Different analysts may have different opinions about India's world cup campaign. The agenda of 'women vs men' is a hidden one but the echoes of it were felt even before the tournament had begun when Mithali snubbed a journalist who dared to ask who her favourite male cricketer was.

And yet, at the toss as well as the press conferences, she exhibited confident humility -- her arms behind her back, eyes generally lowered, albeit looking at the pitch, when Ian Bishop asked her questions, and not looking directly into the camera for long at the pressers.

Quite in contrast to Kohli, who answers questions with a straight face, doesn't mince words and chooses the personnel of his own choice. Kohli has chosen to be the bully because that's the only way to not get bullied.
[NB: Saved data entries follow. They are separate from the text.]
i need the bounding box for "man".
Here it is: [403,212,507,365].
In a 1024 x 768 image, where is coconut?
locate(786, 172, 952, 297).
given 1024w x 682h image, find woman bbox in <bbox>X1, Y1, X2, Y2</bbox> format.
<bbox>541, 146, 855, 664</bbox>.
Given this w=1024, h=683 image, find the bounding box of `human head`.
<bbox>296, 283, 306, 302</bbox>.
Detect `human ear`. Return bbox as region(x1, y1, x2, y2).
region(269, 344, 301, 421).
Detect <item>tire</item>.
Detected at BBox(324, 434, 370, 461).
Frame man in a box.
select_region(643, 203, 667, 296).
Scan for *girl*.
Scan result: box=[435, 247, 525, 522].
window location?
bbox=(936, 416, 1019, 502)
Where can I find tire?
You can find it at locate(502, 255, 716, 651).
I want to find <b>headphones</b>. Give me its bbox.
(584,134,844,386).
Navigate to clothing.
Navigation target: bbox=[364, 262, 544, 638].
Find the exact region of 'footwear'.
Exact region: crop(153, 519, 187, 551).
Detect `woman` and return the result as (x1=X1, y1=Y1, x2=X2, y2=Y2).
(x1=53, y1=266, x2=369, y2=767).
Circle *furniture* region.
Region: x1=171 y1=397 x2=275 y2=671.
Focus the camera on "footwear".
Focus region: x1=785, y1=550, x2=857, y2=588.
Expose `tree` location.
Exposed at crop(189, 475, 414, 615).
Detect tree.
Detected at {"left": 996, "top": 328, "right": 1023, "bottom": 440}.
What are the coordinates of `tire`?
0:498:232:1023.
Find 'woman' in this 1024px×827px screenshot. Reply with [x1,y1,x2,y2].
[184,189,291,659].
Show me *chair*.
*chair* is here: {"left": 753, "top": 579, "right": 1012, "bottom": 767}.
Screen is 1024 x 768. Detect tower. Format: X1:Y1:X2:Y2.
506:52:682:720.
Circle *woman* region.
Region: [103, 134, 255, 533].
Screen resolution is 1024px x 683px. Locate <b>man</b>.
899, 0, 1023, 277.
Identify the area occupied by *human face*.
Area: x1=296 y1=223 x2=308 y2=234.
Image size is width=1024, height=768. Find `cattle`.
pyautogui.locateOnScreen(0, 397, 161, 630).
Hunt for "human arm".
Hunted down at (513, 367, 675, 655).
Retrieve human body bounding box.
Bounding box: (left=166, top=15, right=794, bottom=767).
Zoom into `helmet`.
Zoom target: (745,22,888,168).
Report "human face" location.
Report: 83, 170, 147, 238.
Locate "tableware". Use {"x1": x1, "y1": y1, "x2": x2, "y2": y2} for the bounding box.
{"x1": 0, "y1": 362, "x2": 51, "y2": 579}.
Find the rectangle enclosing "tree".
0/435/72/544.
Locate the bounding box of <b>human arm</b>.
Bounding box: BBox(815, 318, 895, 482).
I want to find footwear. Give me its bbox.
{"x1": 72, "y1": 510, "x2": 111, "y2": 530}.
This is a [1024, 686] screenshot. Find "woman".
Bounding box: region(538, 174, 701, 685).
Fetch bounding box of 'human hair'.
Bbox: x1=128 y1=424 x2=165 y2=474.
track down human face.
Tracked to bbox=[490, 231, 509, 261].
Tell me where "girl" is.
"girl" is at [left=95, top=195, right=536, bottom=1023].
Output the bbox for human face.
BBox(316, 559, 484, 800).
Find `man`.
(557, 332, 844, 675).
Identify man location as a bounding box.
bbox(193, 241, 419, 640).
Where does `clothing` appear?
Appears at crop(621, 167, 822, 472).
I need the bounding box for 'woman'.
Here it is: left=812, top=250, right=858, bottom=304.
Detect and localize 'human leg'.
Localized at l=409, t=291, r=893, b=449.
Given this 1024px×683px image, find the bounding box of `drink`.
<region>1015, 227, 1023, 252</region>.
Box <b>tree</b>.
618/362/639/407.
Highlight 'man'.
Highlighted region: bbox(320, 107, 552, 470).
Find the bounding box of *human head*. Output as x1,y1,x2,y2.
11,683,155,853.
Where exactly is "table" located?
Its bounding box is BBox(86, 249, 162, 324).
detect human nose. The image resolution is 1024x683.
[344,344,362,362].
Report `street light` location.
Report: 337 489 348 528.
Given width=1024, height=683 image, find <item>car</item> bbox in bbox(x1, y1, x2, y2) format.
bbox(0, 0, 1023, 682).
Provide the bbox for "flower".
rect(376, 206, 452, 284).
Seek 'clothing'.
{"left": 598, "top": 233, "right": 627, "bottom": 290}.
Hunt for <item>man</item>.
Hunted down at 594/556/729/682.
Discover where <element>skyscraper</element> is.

And that reflects on his team as well.

For years, women's cricket has been bullied under the burden of its own weight, and now that it has found the much-needed impetus to punch its way above, Mithali has come about as the pacifier in the times of charged rendezvous mixed with stupefying emotions.

These women may need a Kohli-like figure, should the times change and should they, in no contrast to their male counterparts, get under the hammer of the media, the BCCI and the rigours of international cricket. Harmanpreet looks like such a figure, although soothsaying and predictions mustn't be done in cricket.

Until then, they're fine with Mithali, for she knows that more than the agendas and cash rewards, getting her team on the field after London is still a task, and when the glory days subside, the going is likely to get tough.